We then considered our chances of salvaging the cluster to be rather low, and feared that most small changes (such as assigning a new controller) could collapse the cluster and result in a large outage with data loss. Internal details of some of our applications are relevant here: our storage engine is tightly coupled to Kafka’s own event offsets. To prevent data consistency issues, it will refuse to “roll back” to an older offset, which could indicate a misconfiguration or some other problem that could lead to re-reading, duplicating, or losing data. As such, just “resetting” the cluster was not doable at this point in time, without adding a lot of infrastructure, or writing emergency fixes that significantly change our storage engine’s boot sequences and safety checks.
Later, still on December 10, we decided to split efforts into a) keep trying to save our cluster to the extent it doesn’t risk its stability, and b) start an emergency migration project that requires figuring out how to modify our storage engine, infrastructure, and multiple services to tolerate moving from the damaged Kafka cluster to a new one. We also prepared for multiple contingencies in case the current cluster were to die before the migration was ready to run.
December 11 and December 12 were spent working on this migration at a high priority. Likewise, during that time, our low-risk efforts to salvage the Kafka cluster yielded no great results. As we neared the end of Friday December 12, our retention of activity for the Activity Log also came to an end. In deciding between causing a major outage to rush an evacuation of our Kafka cluster before we were ready or losing days of Activity Log data to wait for a safer migration path, we chose the latter.
On Monday December 15, we managed to boot a new Kafka cluster with new infrastructure, and had all the fixes required for all services to do a migration, along with runbooks from every team involved. We decided to do a “dress rehearsal” in a pre-production environment, where we tried a full evacuation from a functional Kafka cluster to a brand new one, finding what the tricky parts were and making sure that if we were to damage or lose data, it would be internal telemetry, and not customer data.

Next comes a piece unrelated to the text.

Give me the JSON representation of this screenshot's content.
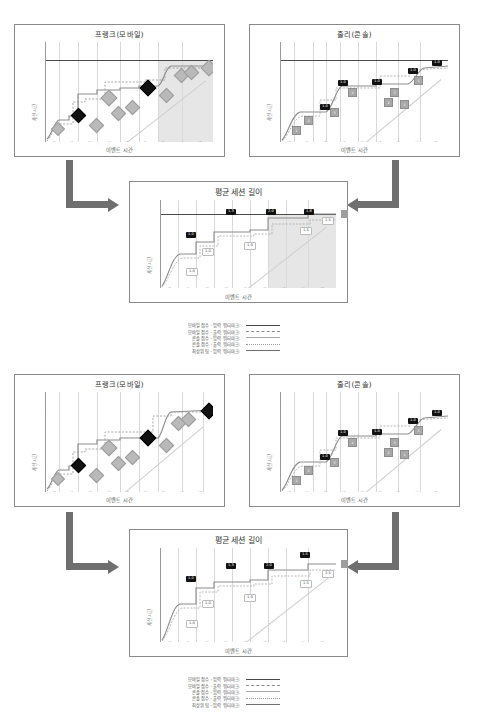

Fortunately, everything went well, and on Tuesday December 16, we ran the full emergency evacuation. Running it required doing a switchover of all ingest from the old damaged Kafka cluster to the new Kafka cluster. We started by switching components that write data into the cluster first (producers), letting the consumers catch up on all topics and partitions. We then started migrating our consuming services, first with the query engine, and then the other consumers. This order of operation ensured that we would not corrupt, damage, or miss any data, but forced us to have delays on alerting and the freshness of query data. This happened without major issues.
During the migration, we believe our trigger data was stale and runs using incomplete data for roughly 30 minutes, if we average out most partitions. SLOs were delayed for a bit more than one hour, and service maps will have flat out skipped that hour as well. Activity Log data was lost between December 5 at 20:23 UTC and December 9 at 23:45 UTC.
These are added to the 10 days during which Activity Log data was unavailable, the ingestion issues of December 5, the 6h23 minutes of full ingest outage on December 6, and the 18h of delays on SLO processing between December 5 and 6.
At this point in time, we have fully mitigated this incident and developed new processes that promise better readiness to respond if similar outages were to happen again. A more in-depth review will be published in a few weeks, in January. This has been a significant outage, and we will need some time to do a proper analysis of it.